All respect and no restraint

Truth, it shows the limits of projecting power half way around the world

The US state department finds it much harder nowadays to be taken seriously when it criticises other countries for their use of torture and arbitrary arrest.

People the world over have been repelled by things that have been done here: things that are now associated with place-names like Abu Ghraib, Haditha, and Falluja.

Above all, we have seen how hard it is for the Americans to deal with a few thousand lightly armed volunteers.
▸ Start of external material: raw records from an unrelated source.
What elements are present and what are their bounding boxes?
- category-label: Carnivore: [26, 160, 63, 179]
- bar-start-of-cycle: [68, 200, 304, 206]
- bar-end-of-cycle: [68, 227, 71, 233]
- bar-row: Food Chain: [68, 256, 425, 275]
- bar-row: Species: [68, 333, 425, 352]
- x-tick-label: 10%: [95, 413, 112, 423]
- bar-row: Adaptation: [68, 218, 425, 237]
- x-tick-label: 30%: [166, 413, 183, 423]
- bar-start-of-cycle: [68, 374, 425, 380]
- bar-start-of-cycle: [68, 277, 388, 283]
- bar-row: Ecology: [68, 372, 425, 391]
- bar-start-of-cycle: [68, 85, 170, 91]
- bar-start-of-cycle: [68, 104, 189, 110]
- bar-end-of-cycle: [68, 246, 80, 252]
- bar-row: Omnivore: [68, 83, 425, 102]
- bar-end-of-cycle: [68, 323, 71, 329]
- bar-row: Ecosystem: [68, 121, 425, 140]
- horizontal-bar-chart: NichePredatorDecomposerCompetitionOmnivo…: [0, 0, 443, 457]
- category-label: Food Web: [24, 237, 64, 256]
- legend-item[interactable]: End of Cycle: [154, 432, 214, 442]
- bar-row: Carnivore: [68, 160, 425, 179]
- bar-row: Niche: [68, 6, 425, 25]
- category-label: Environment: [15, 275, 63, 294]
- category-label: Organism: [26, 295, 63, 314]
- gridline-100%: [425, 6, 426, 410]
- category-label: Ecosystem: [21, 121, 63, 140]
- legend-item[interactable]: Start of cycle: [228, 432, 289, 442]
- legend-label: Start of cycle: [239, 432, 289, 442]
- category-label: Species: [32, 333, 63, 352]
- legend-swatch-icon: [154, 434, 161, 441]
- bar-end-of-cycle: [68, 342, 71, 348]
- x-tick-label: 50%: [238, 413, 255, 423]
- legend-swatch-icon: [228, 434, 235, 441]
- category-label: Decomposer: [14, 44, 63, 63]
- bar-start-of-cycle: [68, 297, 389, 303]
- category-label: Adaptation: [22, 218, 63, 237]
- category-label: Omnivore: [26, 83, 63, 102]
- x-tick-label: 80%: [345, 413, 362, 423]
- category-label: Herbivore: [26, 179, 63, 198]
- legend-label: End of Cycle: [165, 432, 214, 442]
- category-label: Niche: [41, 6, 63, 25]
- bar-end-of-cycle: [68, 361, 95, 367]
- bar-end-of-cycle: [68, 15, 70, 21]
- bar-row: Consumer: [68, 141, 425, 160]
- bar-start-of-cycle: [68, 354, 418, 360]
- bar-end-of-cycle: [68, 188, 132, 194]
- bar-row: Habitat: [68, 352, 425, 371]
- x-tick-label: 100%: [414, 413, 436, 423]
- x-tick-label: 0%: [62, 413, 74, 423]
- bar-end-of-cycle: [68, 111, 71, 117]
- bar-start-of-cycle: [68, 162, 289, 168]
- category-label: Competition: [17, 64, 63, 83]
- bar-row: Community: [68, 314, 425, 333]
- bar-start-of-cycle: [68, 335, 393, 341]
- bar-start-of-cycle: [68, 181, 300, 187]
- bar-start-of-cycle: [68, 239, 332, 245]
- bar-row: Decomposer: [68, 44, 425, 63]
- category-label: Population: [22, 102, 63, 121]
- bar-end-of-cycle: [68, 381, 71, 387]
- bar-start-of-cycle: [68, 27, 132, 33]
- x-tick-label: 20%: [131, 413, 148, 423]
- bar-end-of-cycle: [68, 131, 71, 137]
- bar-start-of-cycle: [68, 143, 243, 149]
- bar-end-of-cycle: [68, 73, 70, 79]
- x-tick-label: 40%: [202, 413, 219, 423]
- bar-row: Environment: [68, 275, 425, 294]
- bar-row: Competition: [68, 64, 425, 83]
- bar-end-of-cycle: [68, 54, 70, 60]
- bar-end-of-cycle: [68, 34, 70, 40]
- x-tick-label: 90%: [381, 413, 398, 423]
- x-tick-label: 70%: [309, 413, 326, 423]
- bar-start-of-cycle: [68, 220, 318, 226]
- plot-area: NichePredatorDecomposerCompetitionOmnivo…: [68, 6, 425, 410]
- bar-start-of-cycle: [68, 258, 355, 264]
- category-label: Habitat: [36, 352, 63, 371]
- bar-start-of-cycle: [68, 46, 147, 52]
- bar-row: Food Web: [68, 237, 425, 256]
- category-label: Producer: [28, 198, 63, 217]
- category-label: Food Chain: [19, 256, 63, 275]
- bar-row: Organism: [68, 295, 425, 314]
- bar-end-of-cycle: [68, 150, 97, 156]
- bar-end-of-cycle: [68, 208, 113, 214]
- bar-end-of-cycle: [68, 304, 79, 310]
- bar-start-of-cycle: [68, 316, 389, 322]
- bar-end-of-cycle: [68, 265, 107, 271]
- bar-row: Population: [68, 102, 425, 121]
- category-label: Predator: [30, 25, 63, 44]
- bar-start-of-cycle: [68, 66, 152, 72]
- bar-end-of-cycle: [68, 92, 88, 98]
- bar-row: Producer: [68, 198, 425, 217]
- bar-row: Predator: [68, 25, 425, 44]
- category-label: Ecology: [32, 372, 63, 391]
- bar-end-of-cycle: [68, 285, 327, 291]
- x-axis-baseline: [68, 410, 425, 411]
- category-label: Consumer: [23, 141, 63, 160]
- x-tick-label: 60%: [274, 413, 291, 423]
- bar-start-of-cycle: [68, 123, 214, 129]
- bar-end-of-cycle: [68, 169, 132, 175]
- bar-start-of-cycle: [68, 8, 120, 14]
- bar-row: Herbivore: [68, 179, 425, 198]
Iraq war shows limits of US power
By John Simpson
World affairs editor, BBC News

Since the invasion of Iraq in 2003 I have spent almost a year of my life here, reporting on the conflict.

I have witnessed a disturbing amount of death and injury, and several of my friends have lost their lives. Others have become refugees and asylum-seekers.

It has lasted almost as long as World War II and cost almost as much.

Only one of its original aims, the overthrow of Saddam Hussein, has been achieved.

Of the other aims, one was unobtainable because Iraq had no weapons of mass destruction to be destroyed, and the other - bringing democracy to the Middle East - has been indefinitely postponed.

Nothing new in any of this, of course. Anti-war commentators have repeated it all again and again, while pro-war commentators mostly avoid mentioning any of it.

More importantly, the war has shown the limits of American power. It is clear the United States can only manage to fight two small wars at a time.

Iraq and Afghanistan have stretched the US armed forces almost to breaking point. America after the invasion of Iraq is no longer the superpower it was before.